Brokerage account currency — why it can eat your profit
Definition
The "currency structure of the account" is how a broker handles currencies when you buy assets quoted in, say, dollars or euros while you deposit złoty. It is one of the least obvious yet genuinely costly elements of investing in foreign shares and ETFs.
What it means in practice
- Forced conversion (double FX). Some accounts hold a balance only in PLN. Buying a share in USD, you pay conversion on purchase (PLN→USD), and on sale a second one (USD→PLN). That is two spreads per round trip — a cost not visible in the commission.
- Native currency sub-accounts. Other accounts let you hold a balance in USD/EUR/GBP and convert once (or fund the account directly in the currency). Buying and selling then happen without forced FX — with frequent trading the difference can be significant.

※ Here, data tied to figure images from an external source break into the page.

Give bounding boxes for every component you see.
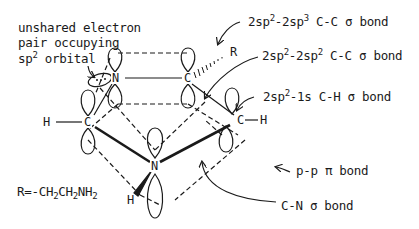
atom-n-top: N <box>111 72 120 84</box>
arrow-lone-pair <box>88 66 94 77</box>
atom-h-left: H <box>42 116 51 128</box>
label-r-definition: R=-CH2CH2NH2 <box>17 186 97 201</box>
n-h-wedge <box>134 170 152 196</box>
label-text: sp <box>18 51 32 66</box>
label-cc-sp2-sp3-bond: 2sp2-2sp3 C-C σ bond <box>248 14 388 29</box>
label-pp-pi-bond: p-p π bond <box>296 165 368 178</box>
subscript: 2 <box>92 191 97 201</box>
label-text: 2sp <box>262 48 284 63</box>
atom-c-left: C <box>83 116 92 128</box>
label-text: orbital <box>38 51 96 66</box>
atom-c-top-right: C <box>183 72 192 84</box>
atom-h-bottom: H <box>126 194 135 206</box>
p-orbital-n-center-lower <box>147 174 162 218</box>
label-lone-pair-line1: unshared electron <box>18 22 141 35</box>
arrow-cc-sp2-sp3 <box>218 22 240 44</box>
atom-r-group: R <box>229 46 238 58</box>
label-text: C-C σ bond <box>309 14 388 29</box>
c-n-bond-left <box>95 127 150 162</box>
pyrrole-orbital-diagram: N C R C H C H N H unshared electron pair… <box>0 0 419 229</box>
arrow-ch-sp2-1s <box>237 97 254 110</box>
n-c-bond-left <box>94 84 112 115</box>
label-cc-sp2-sp2-bond: 2sp2-2sp2 C-C σ bond <box>262 48 402 63</box>
label-text: 2sp <box>263 89 285 104</box>
label-lone-pair-line3: sp2 orbital <box>18 51 95 66</box>
label-text: -2sp <box>275 14 304 29</box>
atom-h-right: H <box>259 114 268 126</box>
label-cn-sigma-bond: C-N σ bond <box>281 200 353 213</box>
label-ch-sp2-1s-bond: 2sp2-1s C-H σ bond <box>263 89 391 104</box>
label-text: NH <box>78 184 92 199</box>
atom-c-right: C <box>236 114 245 126</box>
p-orbital-c-left-lower <box>81 128 95 154</box>
p-orbital-c-left-upper <box>81 90 95 116</box>
lone-pair-electrons <box>96 78 106 81</box>
arrow-cc-sp2-sp2 <box>205 57 258 98</box>
label-text: C-C σ bond <box>323 48 402 63</box>
label-text: 2sp <box>248 14 270 29</box>
p-orbital-c-top-upper <box>181 48 195 72</box>
p-orbital-n-top-upper <box>108 48 122 72</box>
arrow-pp-pi <box>276 167 290 172</box>
p-orbital-n-center-upper <box>147 128 162 158</box>
label-text: -2sp <box>289 48 318 63</box>
c-r-hashed-bond <box>194 57 222 78</box>
label-text: -1s C-H σ bond <box>290 89 391 104</box>
atom-n-center: N <box>150 160 159 172</box>
label-text: CH <box>58 184 72 199</box>
label-text: R=-CH <box>17 184 53 199</box>
label-lone-pair-line2: pair occupying <box>18 37 119 50</box>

- The spread is often hidden. The conversion cost is often a spread (a difference in rate), not an explicit commission — so it's easy to miss when comparing only the "per-transaction commission".
Why it affects your choice
Two accounts with identical commission can genuinely differ in the cost of investing in foreign assets precisely because of the currency structure. It is one of our deliberately highlighted parameters, because it is often overlooked.
How to check this in our comparison
The "Currency structure" field for each broker in the Investing lens (e.g. "PLN only — double FX" vs "currency sub-accounts"), with source and date. Order is alphabetical, not a ranking.
Watch out
Conversion rates can be variable and not published explicitly (baked into the spread) — confirm the current cost with the broker. The benefit of currency sub-accounts depends on how often you trade and whether you have income in that currency.
We do not give investment advice. Conversion costs can vary — confirm with the broker. Investing involves the risk of losing capital. WTP Finance is for information only.